May 3, 2005

Homesick

“I have been a stranger in a strange land.”
—Exodus 2:22

We all know, I suspect, what it feels like to be exiles, to long for the home where we know we belong. We sense sometimes, deep in our truest selves, that we most authentically are meant for somewhere else.

As Saint Augustine famously prayed, “You have made us for Yourself, O Lord, and our hearts are restless til they rest in You.”

C. S. Lewis suggests that part of the way God guides us in our wandering lives is to plant in us a kind of homing device, a bone-deep instinct for heaven. All those lonely moments when we feel alienated from our surroundings, when we know ourselves to be strangers in a strange land, are reminders from God that this world is not our ultimate home. As marvelous as the earth is, we were made for a better place.

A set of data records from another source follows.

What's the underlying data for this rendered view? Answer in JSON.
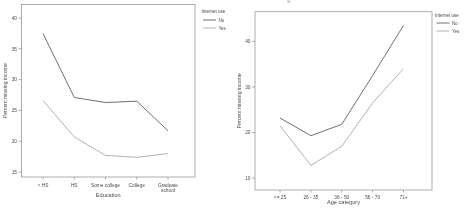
{
  "page": {
    "background": "#ffffff",
    "top_edge_artifact": "g"
  },
  "colors": {
    "frame": "#9a9a9a",
    "tick": "#8a8a8a",
    "text": "#4a4a4a",
    "series_no": "#606060",
    "series_yes": "#a8a8a8"
  },
  "legend": {
    "title": "Internet use",
    "items": [
      "No",
      "Yes"
    ]
  },
  "chart_data": [
    {
      "type": "line",
      "title": "",
      "xlabel": "Education",
      "ylabel": "Percent missing income",
      "categories": [
        "< HS",
        "HS",
        "Some college",
        "College",
        "Graduate\nschool"
      ],
      "series": [
        {
          "name": "No",
          "color": "#606060",
          "values": [
            37.5,
            27.1,
            26.3,
            26.5,
            21.7
          ]
        },
        {
          "name": "Yes",
          "color": "#a8a8a8",
          "values": [
            26.6,
            20.7,
            17.7,
            17.4,
            18.0
          ]
        }
      ],
      "yticks": [
        15,
        20,
        25,
        30,
        35,
        40
      ],
      "ylim": [
        14.2,
        42.2
      ],
      "grid": false,
      "legend_title": "Internet use",
      "legend_position": "right-top"
    },
    {
      "type": "line",
      "title": "",
      "xlabel": "Age category",
      "ylabel": "Percent missing income",
      "categories": [
        "<= 25",
        "26 - 35",
        "36 - 50",
        "56 - 70",
        "71+"
      ],
      "series": [
        {
          "name": "No",
          "color": "#606060",
          "values": [
            23.2,
            19.3,
            21.8,
            32.5,
            43.5
          ]
        },
        {
          "name": "Yes",
          "color": "#a8a8a8",
          "values": [
            21.5,
            12.8,
            17.0,
            26.5,
            34.0
          ]
        }
      ],
      "yticks": [
        10,
        20,
        30,
        40
      ],
      "ylim": [
        7.4,
        46.5
      ],
      "grid": false,
      "legend_title": "Internet use",
      "legend_position": "right-top"
    }
  ]
}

“Apparently,” Lewis writes in his essay “The Weight of Glory,” “our lifelong nostalgia, our longing to be reunited with something in the universe from which we now feel cut off, to be on the inside of some door which we have always seen from the outside, is no mere neurotic fancy, but the truest index of our real situation. And to be at last summoned inside would be both glory and honor beyond all our merits and also the healing of that old ache.”

Loving God, you have made us for yourself, and our hearts are restless til they rest in you. Keep us homesick for heaven. Help us not to become so reconciled to where we are that we stop traveling toward you. Keep our hearts upon the pilgrim way.